Minimal Iot platform

Hi,

I’m looking into Algorand and the uses in Iot.

The platform that I have is quite limited and can only compile code for C/C++.

In this case, what is the best approach to realise a transaction on a test node?

What are the minimal API’s that I shall need to port?

Thanks

There are many c++ libraries that support REST calls. You could just use one of those and call the Algorand specific REST APIs - Algorand Developer Docs

You may also want to look at AlgoDuino:
https://algoduino.com/

It’s in C++ for ESP8266 and ESP32, so it may or may not be useful for you.

Hi,

I had a look at these, thanks.

REST API are ok but what about the lower level stuff such as signing a wallet, generating a mnemonic etc.?

For that, you would first need to find a crypto library that supports the required operations (essentially SHA512/256 - not just SHA256 -, and ED25519 signatures).

The official code (GitHub - algorand/go-algorand: Algorand's official implementation in Go.) uses libsodium.
To see how accounts are generated, you can pick the SDK of your choice and look at the code.

If libsodium is too large, you may consider using TweetNACL (TweetNaCl: Software) / uNACL (μNaCl – FAQ) for ED25519 operations.
I don’t know a good very small library for SHA512/256 however.

Ok, great.

I have used this one in the past:
https://tls.mbed.org/api/modules.html
https://tls.mbed.org/api/annotated.html

Looks like it covers them.

I have also ported duktape - Javascript Engine so I could make a port for JavaScript. Hopefully I can contribute it to the community.

I’m not sure they support SHA-512/256.
SHA-512/256 is SHA-512 with a difference initialization vector and truncated to 256 bits.
It might not be too difficult to tweak the code of SHA-512 to get SHA-512/256

You don’t need SHA-512/256 for normal signing/key generation.
But you need it to:

  • compute the transaction ID
  • compute multikey addresses
  • compute smart contract account addresses from TEAL bytecode
  • in general, any time a hash is used (except the hashed used by ED25519)

Ok, thanks for the clarification.

I will search a bit more on the SHA-512/256 and try and find something suitable.

Hi,

So far I have created a llibrary for TweetNacl and used parts of the sodium lib for sha512/256.

From sodium: crypto_hash,crypto_auth, crypto_verify and created a customised random.

That should be enough for now right?

Nikolas

If you want to be able to send transaction, you’ll also need crypto_sign.

Regarding randomness generation, this is usually a vert complex operation especially on IoT.
One issue is that it’s almost impossible to test it is done properly and errors can be catastrophic (see e.g., Debian -- Security Information -- DSA-1571-1 openssl).
What source of randomness and algorithms for randomness generation are you using?

Just for the purpose of people stumbling on this post, I want to stress that rand from stdlib.h is completely insecure and should never be used for randomness generation for crypto-related operations.

Thanks for following up.

I was planning to use a hardware random generator but it seem that it’s not exposed on the ARMv7 platform (need to ask R&D that work with Qualcomm).

I’m thinking of using other physical sources such as RF front end etc. to create random generation as a source. Need to look into it a bit further.

I’m using the randombytes_internal_random_buf that uses chacha20.

The code is the same I use I just need to provide a hardware source of randmom generation by randombytes_getentropy

Ok, so there is an API that exposes the hardware random number generator.

I’m good to go :slight_smile:

This is a first cut at a c++ sdk that does signing and such. Still very untested.

Thanks.

I shall have a look at it.

I’m starting to look into this now as the crypto stuff has been sorted.

What platform is this for - Linux?

Developed on a Mac and periodically confirm compatibility with Linux.

I haven’t done multisig yet, and only a few indexer apis. But everything else should work.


*What this task involves*
Output all records verbatim.

**** Material provided

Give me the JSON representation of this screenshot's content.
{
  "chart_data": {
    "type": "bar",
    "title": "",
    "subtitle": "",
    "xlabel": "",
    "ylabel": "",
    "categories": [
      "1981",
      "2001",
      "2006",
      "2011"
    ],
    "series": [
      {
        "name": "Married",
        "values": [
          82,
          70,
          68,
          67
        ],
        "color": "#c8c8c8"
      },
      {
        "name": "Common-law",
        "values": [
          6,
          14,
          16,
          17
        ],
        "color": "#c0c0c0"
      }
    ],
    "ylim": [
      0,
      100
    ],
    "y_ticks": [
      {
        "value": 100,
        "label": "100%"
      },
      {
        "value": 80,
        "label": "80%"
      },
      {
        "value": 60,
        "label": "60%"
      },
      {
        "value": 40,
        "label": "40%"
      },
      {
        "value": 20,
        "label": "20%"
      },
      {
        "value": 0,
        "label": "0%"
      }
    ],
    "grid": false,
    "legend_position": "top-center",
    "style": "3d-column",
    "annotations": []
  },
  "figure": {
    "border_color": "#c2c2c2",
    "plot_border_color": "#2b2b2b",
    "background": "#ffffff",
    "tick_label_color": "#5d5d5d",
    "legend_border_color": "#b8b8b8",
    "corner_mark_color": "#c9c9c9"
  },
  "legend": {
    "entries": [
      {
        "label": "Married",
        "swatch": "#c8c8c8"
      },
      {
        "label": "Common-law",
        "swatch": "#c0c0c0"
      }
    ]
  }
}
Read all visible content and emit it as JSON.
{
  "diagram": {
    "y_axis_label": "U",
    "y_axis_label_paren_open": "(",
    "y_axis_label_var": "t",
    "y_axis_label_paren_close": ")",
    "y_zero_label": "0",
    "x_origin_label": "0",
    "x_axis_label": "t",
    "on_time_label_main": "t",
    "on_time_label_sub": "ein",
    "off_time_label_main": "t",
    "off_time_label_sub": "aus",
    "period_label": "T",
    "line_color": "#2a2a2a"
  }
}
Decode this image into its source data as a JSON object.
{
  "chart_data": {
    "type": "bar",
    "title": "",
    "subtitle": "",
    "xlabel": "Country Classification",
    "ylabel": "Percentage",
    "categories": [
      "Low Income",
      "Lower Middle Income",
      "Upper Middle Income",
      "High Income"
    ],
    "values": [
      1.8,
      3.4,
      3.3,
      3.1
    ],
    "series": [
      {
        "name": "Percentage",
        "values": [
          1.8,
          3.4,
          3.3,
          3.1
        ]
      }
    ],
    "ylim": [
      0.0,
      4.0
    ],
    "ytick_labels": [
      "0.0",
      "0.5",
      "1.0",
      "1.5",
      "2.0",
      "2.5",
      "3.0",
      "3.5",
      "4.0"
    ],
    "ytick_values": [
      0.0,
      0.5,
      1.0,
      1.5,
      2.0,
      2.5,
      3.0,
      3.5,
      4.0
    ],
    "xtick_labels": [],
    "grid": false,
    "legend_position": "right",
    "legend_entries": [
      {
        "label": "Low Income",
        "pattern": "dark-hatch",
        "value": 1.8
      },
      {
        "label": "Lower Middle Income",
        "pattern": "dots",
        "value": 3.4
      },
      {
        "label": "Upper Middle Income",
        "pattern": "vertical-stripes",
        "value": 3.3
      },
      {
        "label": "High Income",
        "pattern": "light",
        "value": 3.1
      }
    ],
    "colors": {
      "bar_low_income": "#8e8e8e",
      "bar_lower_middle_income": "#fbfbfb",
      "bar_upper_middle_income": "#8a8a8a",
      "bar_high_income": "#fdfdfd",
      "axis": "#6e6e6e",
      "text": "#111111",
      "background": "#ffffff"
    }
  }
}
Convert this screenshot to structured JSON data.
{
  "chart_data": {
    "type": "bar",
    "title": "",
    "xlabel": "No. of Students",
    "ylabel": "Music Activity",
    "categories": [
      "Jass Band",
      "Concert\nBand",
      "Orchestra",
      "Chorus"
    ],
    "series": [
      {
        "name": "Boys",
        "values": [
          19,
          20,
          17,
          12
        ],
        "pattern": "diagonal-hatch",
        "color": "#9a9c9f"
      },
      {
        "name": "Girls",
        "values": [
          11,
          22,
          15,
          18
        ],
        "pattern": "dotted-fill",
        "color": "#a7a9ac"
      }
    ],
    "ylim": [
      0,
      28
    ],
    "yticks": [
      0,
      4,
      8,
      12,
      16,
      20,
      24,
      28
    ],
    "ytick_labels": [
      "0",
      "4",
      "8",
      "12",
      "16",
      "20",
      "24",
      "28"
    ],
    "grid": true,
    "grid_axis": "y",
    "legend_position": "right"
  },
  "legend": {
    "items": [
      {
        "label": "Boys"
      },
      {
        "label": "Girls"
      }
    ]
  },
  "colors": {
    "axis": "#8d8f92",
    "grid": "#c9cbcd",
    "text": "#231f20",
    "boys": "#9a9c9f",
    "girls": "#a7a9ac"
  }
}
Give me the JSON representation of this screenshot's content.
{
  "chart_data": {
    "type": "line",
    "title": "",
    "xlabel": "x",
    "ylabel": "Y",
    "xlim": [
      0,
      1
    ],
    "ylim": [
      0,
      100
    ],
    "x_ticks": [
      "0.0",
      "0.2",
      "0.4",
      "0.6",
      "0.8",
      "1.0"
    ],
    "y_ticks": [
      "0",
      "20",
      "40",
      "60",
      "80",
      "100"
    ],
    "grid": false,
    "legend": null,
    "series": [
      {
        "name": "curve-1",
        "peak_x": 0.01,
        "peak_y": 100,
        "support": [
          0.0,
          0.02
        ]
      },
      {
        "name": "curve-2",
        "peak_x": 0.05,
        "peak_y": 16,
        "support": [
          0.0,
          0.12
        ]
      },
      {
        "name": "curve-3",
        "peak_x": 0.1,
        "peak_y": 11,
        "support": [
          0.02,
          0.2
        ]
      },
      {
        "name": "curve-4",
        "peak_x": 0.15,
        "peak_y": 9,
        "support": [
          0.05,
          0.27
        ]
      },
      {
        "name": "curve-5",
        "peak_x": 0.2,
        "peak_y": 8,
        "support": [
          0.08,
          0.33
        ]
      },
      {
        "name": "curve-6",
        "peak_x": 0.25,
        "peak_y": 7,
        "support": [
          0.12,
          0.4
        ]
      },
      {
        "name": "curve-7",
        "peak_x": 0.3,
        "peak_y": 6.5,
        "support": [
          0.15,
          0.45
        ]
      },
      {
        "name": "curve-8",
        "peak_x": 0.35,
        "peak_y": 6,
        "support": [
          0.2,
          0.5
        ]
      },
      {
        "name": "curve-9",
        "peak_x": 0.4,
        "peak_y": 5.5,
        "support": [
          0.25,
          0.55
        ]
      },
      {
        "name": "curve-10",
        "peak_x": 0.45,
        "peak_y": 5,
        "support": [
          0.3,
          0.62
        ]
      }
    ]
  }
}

********

*Task result*
Give me the JSON representation of this screenshot's content.
{
  "chart_data": {
    "type": "bar",
    "title": "",
    "subtitle": "",
    "xlabel": "",
    "ylabel": "",
    "categories": [
      "1981",
      "2001",
      "2006",
      "2011"
    ],
    "series": [
      {
        "name": "Married",
        "values": [
          82,
          70,
          68,
          67
        ],
        "color": "#c8c8c8"
      },
      {
        "name": "Common-law",
        "values": [
          6,
          14,
          16,
          17
        ],
        "color": "#c0c0c0"
      }
    ],
    "ylim": [
      0,
      100
    ],
    "y_ticks": [
      {
        "value": 100,
        "label": "100%"
      },
      {
        "value": 80,
        "label": "80%"
      },
      {
        "value": 60,
        "label": "60%"
      },
      {
        "value": 40,
        "label": "40%"
      },
      {
        "value": 20,
        "label": "20%"
      },
      {
        "value": 0,
        "label": "0%"
      }
    ],
    "grid": false,
    "legend_position": "top-center",
    "style": "3d-column",
    "annotations": []
  },
  "figure": {
    "border_color": "#c2c2c2",
    "plot_border_color": "#2b2b2b",
    "background": "#ffffff",
    "tick_label_color": "#5d5d5d",
    "legend_border_color": "#b8b8b8",
    "corner_mark_color": "#c9c9c9"
  },
  "legend": {
    "entries": [
      {
        "label": "Married",
        "swatch": "#c8c8c8"
      },
      {
        "label": "Common-law",
        "swatch": "#c0c0c0"
      }
    ]
  }
}
Read all visible content and emit it as JSON.
{
  "diagram": {
    "y_axis_label": "U",
    "y_axis_label_paren_open": "(",
    "y_axis_label_var": "t",
    "y_axis_label_paren_close": ")",
    "y_zero_label": "0",
    "x_origin_label": "0",
    "x_axis_label": "t",
    "on_time_label_main": "t",
    "on_time_label_sub": "ein",
    "off_time_label_main": "t",
    "off_time_label_sub": "aus",
    "period_label": "T",
    "line_color": "#2a2a2a"
  }
}
Decode this image into its source data as a JSON object.
{
  "chart_data": {
    "type": "bar",
    "title": "",
    "subtitle": "",
    "xlabel": "Country Classification",
    "ylabel": "Percentage",
    "categories": [
      "Low Income",
      "Lower Middle Income",
      "Upper Middle Income",
      "High Income"
    ],
    "values": [
      1.8,
      3.4,
      3.3,
      3.1
    ],
    "series": [
      {
        "name": "Percentage",
        "values": [
          1.8,
          3.4,
          3.3,
          3.1
        ]
      }
    ],
    "ylim": [
      0.0,
      4.0
    ],
    "ytick_labels": [
      "0.0",
      "0.5",
      "1.0",
      "1.5",
      "2.0",
      "2.5",
      "3.0",
      "3.5",
      "4.0"
    ],
    "ytick_values": [
      0.0,
      0.5,
      1.0,
      1.5,
      2.0,
      2.5,
      3.0,
      3.5,
      4.0
    ],
    "xtick_labels": [],
    "grid": false,
    "legend_position": "right",
    "legend_entries": [
      {
        "label": "Low Income",
        "pattern": "dark-hatch",
        "value": 1.8
      },
      {
        "label": "Lower Middle Income",
        "pattern": "dots",
        "value": 3.4
      },
      {
        "label": "Upper Middle Income",
        "pattern": "vertical-stripes",
        "value": 3.3
      },
      {
        "label": "High Income",
        "pattern": "light",
        "value": 3.1
      }
    ],
    "colors": {
      "bar_low_income": "#8e8e8e",
      "bar_lower_middle_income": "#fbfbfb",
      "bar_upper_middle_income": "#8a8a8a",
      "bar_high_income": "#fdfdfd",
      "axis": "#6e6e6e",
      "text": "#111111",
      "background": "#ffffff"
    }
  }
}
Convert this screenshot to structured JSON data.
{
  "chart_data": {
    "type": "bar",
    "title": "",
    "xlabel": "No. of Students",
    "ylabel": "Music Activity",
    "categories": [
      "Jass Band",
      "Concert\nBand",
      "Orchestra",
      "Chorus"
    ],
    "series": [
      {
        "name": "Boys",
        "values": [
          19,
          20,
          17,
          12
        ],
        "pattern": "diagonal-hatch",
        "color": "#9a9c9f"
      },
      {
        "name": "Girls",
        "values": [
          11,
          22,
          15,
          18
        ],
        "pattern": "dotted-fill",
        "color": "#a7a9ac"
      }
    ],
    "ylim": [
      0,
      28
    ],
    "yticks": [
      0,
      4,
      8,
      12,
      16,
      20,
      24,
      28
    ],
    "ytick_labels": [
      "0",
      "4",
      "8",
      "12",
      "16",
      "20",
      "24",
      "28"
    ],
    "grid": true,
    "grid_axis": "y",
    "legend_position": "right"
  },
  "legend": {
    "items": [
      {
        "label": "Boys"
      },
      {
        "label": "Girls"
      }
    ]
  },
  "colors": {
    "axis": "#8d8f92",
    "grid": "#c9cbcd",
    "text": "#231f20",
    "boys": "#9a9c9f",
    "girls": "#a7a9ac"
  }
}
Give me the JSON representation of this screenshot's content.
{
  "chart_data": {
    "type": "line",
    "title": "",
    "xlabel": "x",
    "ylabel": "Y",
    "xlim": [
      0,
      1
    ],
    "ylim": [
      0,
      100
    ],
    "x_ticks": [
      "0.0",
      "0.2",
      "0.4",
      "0.6",
      "0.8",
      "1.0"
    ],
    "y_ticks": [
      "0",
      "20",
      "40",
      "60",
      "80",
      "100"
    ],
    "grid": false,
    "legend": null,
    "series": [
      {
        "name": "curve-1",
        "peak_x": 0.01,
        "peak_y": 100,
        "support": [
          0.0,
          0.02
        ]
      },
      {
        "name": "curve-2",
        "peak_x": 0.05,
        "peak_y": 16,
        "support": [
          0.0,
          0.12
        ]
      },
      {
        "name": "curve-3",
        "peak_x": 0.1,
        "peak_y": 11,
        "support": [
          0.02,
          0.2
        ]
      },
      {
        "name": "curve-4",
        "peak_x": 0.15,
        "peak_y": 9,
        "support": [
          0.05,
          0.27
        ]
      },
      {
        "name": "curve-5",
        "peak_x": 0.2,
        "peak_y": 8,
        "support": [
          0.08,
          0.33
        ]
      },
      {
        "name": "curve-6",
        "peak_x": 0.25,
        "peak_y": 7,
        "support": [
          0.12,
          0.4
        ]
      },
      {
        "name": "curve-7",
        "peak_x": 0.3,
        "peak_y": 6.5,
        "support": [
          0.15,
          0.45
        ]
      },
      {
        "name": "curve-8",
        "peak_x": 0.35,
        "peak_y": 6,
        "support": [
          0.2,
          0.5
        ]
      },
      {
        "name": "curve-9",
        "peak_x": 0.4,
        "peak_y": 5.5,
        "support": [
          0.25,
          0.55
        ]
      },
      {
        "name": "curve-10",
        "peak_x": 0.45,
        "peak_y": 5,
        "support": [
          0.3,
          0.62
        ]
      }
    ]
  }
}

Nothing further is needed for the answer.